Payment Terminal & Retail Hardware worked example
Rework Cost at 3.6% first-pass failure rate: a worked example in payment terminal & retail hardware
Suppose first-pass failure rate falls to 3.6%. This page works the full calculation at that level so you can see exactly which result moves and by how much. Estimates in-line rework cost for a payment terminal build from unit count, per-unit rework cost, and first-pass failure rate.
The inputs for this scenario
- Terminals built: 10,000 units (held at the documented default)
- Rework labor and parts per unit: 22 $/unit (held at the documented default)
- First-pass failure rate: 3.6 % (the input this scenario stresses; the baseline uses 5)

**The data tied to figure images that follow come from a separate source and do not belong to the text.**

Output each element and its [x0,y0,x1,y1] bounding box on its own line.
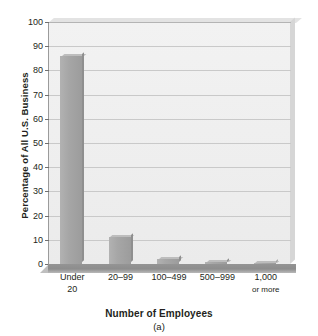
gridline [49,119,291,120]
tick-mark [45,46,49,47]
x-category-line2: or more [236,284,296,296]
bar-1 [60,56,82,264]
x-category-line1: 1,000 [255,272,278,282]
x-category-line1: 100–499 [151,272,186,282]
y-tick-label: 90 [33,41,43,51]
gridline [49,143,291,144]
x-category-line1: Under [60,272,85,282]
gridline [49,70,291,71]
chart-3d-right-slab [290,17,295,264]
bar-chart-figure: Percentage of All U.S. Business 01020304… [0,0,318,336]
y-tick-label: 20 [33,211,43,221]
bar-2 [109,237,131,264]
x-category-line1: 20–99 [108,272,133,282]
tick-mark [45,22,49,23]
y-tick-label: 60 [33,114,43,124]
y-tick-label: 10 [33,235,43,245]
plot-face: 0102030405060708090100 [48,22,290,264]
y-axis-title: Percentage of All U.S. Business [19,36,30,256]
tick-mark [45,119,49,120]
gridline [49,216,291,217]
tick-mark [45,216,49,217]
tick-mark [45,191,49,192]
panel-label: (a) [0,321,318,332]
y-tick-label: 0 [38,259,43,269]
gridline [49,22,291,23]
tick-mark [45,70,49,71]
gridline [49,240,291,241]
x-axis-category-labels: Under2020–99100–499500–9991,000or more [48,272,298,306]
y-tick-label: 70 [33,90,43,100]
x-category-line1: 500–999 [200,272,235,282]
tick-mark [45,167,49,168]
tick-mark [45,95,49,96]
gridline [49,191,291,192]
y-tick-label: 50 [33,138,43,148]
y-tick-label: 30 [33,186,43,196]
bar-side-face [131,234,133,262]
x-category-label-5: 1,000or more [236,272,296,295]
y-tick-label: 80 [33,65,43,75]
y-tick-label: 100 [28,17,43,27]
x-axis-title: Number of Employees [0,308,318,319]
tick-mark [45,143,49,144]
x-category-line2: 20 [42,284,102,296]
gridline [49,167,291,168]
bar-side-face [179,255,181,262]
tick-mark [45,240,49,241]
gridline [49,95,291,96]
bar-side-face [82,52,84,262]
plot-area: 0102030405060708090100 [48,18,300,268]
y-tick-label: 40 [33,162,43,172]
gridline [49,46,291,47]
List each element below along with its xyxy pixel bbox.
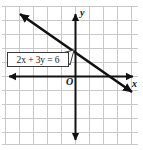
coordinate-plane-svg (0, 0, 143, 150)
y-axis-label: y (80, 7, 84, 18)
equation-text: 2x + 3y = 6 (17, 55, 60, 65)
x-axis-label: x (132, 78, 137, 89)
graph-figure: 2x + 3y = 6 y x O (0, 0, 143, 150)
origin-label: O (66, 76, 73, 87)
equation-label: 2x + 3y = 6 (7, 52, 69, 67)
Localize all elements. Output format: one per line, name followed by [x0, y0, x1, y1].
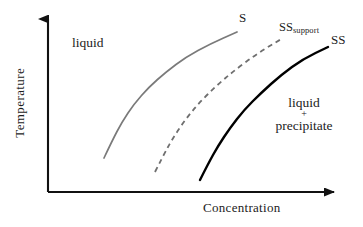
curve-label-ss: SS	[331, 33, 345, 47]
region-label-liquid-precipitate: liquid + precipitate	[256, 96, 352, 133]
x-axis-title: Concentration	[203, 201, 281, 215]
phase-diagram-figure: Temperature Concentration S SSsupport SS…	[0, 0, 363, 227]
region-label-line-precipitate: precipitate	[256, 119, 352, 133]
region-label-liquid: liquid	[72, 36, 104, 50]
y-axis-title: Temperature	[13, 43, 27, 163]
curve-label-ss-support-subscript: support	[293, 25, 319, 35]
curve-label-ss-support: SSsupport	[279, 21, 319, 35]
curve-label-s: S	[239, 11, 246, 25]
curve-s	[104, 32, 237, 158]
curve-label-ss-support-main: SS	[279, 20, 293, 34]
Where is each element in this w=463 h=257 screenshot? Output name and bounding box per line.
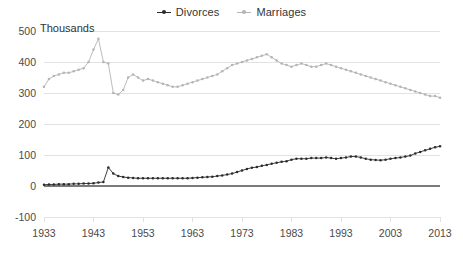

- Rework station setup: 2,000 $ (held at the documented default)
Working through the calculation
- The calculation starts from the formula this tool documents: Total rework cost = terminals built x rework cost per unit x first-pass failure rate% + station setup.
- Total rework cost works out to 9,920 $ at these inputs, and this is the headline figure for the scenario.
- Rework cost per unit works out to 0.99 $ / piece at these inputs.
- Variable rework cost works out to 7,920 $ at these inputs.
- Fixed rework cost adder works out to 2,000 $ at these inputs.
How this compares with the baseline
- Against the tool's baseline example, where first-pass failure rate sits at 5% and the headline result is 13,000 $, this scenario comes in 23.69% below the baseline at 9,920 $.
- It computes total rework spend as volume times per-unit rework cost times first-pass failure rate, plus fixed station setup, then divides by terminals built to get rework cost per unit produced. When the numbers land here, the stressed input is the lever to work; the walkthrough above shows exactly how much each output recovers as it climbs back toward the baseline.
Results at a glance
- Total rework cost: 9,920 $ (headline result)
- Rework cost per unit: 0.99 $ / piece
- Variable rework cost: 7,920 $
- Fixed rework cost adder: 2,000 $
Run it with your numbers
- To rerun this with your own numbers, open the live Rework Cost calculator, set first-pass failure rate to your actual value, and adjust the remaining inputs to match your operation.
Last reviewed 2026-05-12.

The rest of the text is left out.